Beginning in 2010, new fintech entrepreneurs recognized the gaps in the small business lending market and revolutionized the customer experience for small business owners. Instead of Xeroxing a pile of paperwork and waiting weeks for an answer, small businesses filled out applications online and heard back within hours, sometimes even minutes. Banks scrambled to catch up. Technology companies like Amazon, PayPal, and Square entered the market, and new possibilities for even more transformative products and services began to appear.
In Fintech, Small Business & the American Dream, former U.S. Small Business Administrator and Senior Fellow at Harvard Business School, Karen G. Mills, focuses on the needs of small businesses for capital and how technology will transform the small business lending market. This is a market that has been plagued by frictions: it is hard for a lender to figure out which small businesses are creditworthy, and borrowers often don’t know how much money or what kind of loan they need. New streams of data have the power to illuminate the opaque nature of a small business’s finances, making it easier for them to weather bumpy cash flows and providing more transparency to potential lenders.
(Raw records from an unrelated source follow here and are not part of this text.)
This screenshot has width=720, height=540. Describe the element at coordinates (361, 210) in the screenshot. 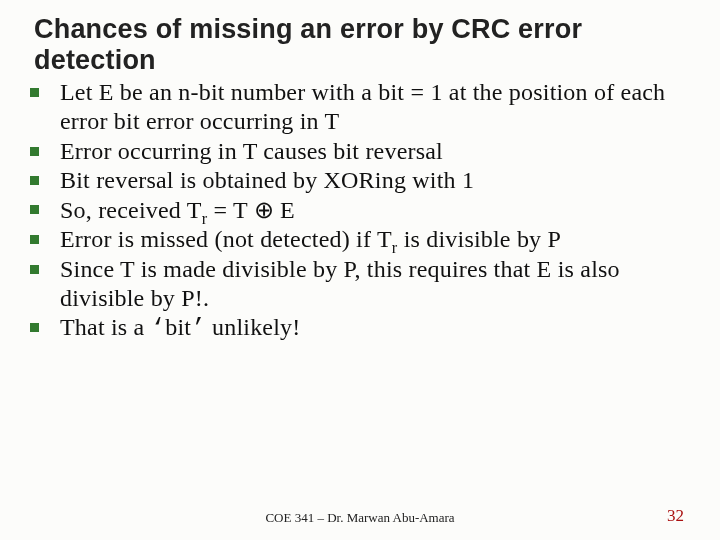

I see `bullet-item: So, received Tr = T ⊕ E` at that location.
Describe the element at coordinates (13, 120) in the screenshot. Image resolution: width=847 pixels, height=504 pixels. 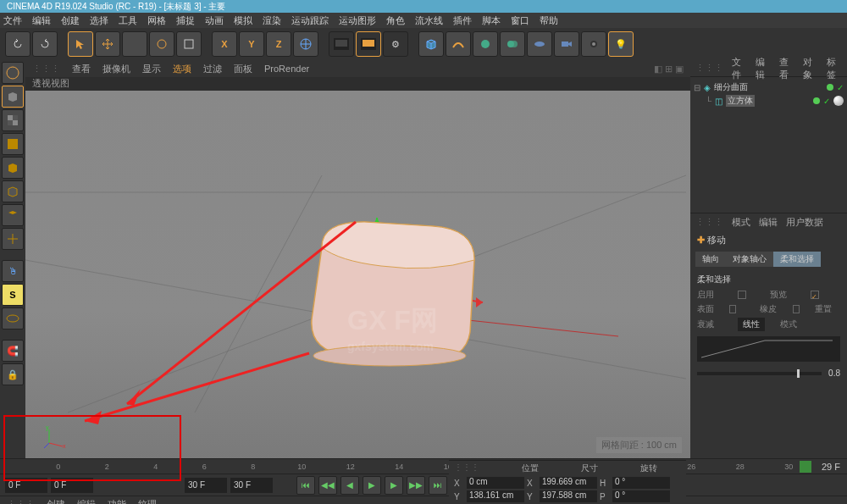
I see `texture-mode-icon` at that location.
Mills charts how fintech has changed and will continue to change small business lending, and how financial innovation and wise regulation can restore a path to the American Dream. An ambitious book grappling with the broad significance of small business to the economy, the historical role of credit markets, the dynamics of innovation cycles, and the policy implications for regulation, Fintech, Small Business & the American Dream is relevant to bankers, fintech investors, and regulators; in fact, to anyone who is interested in the future of small business in America.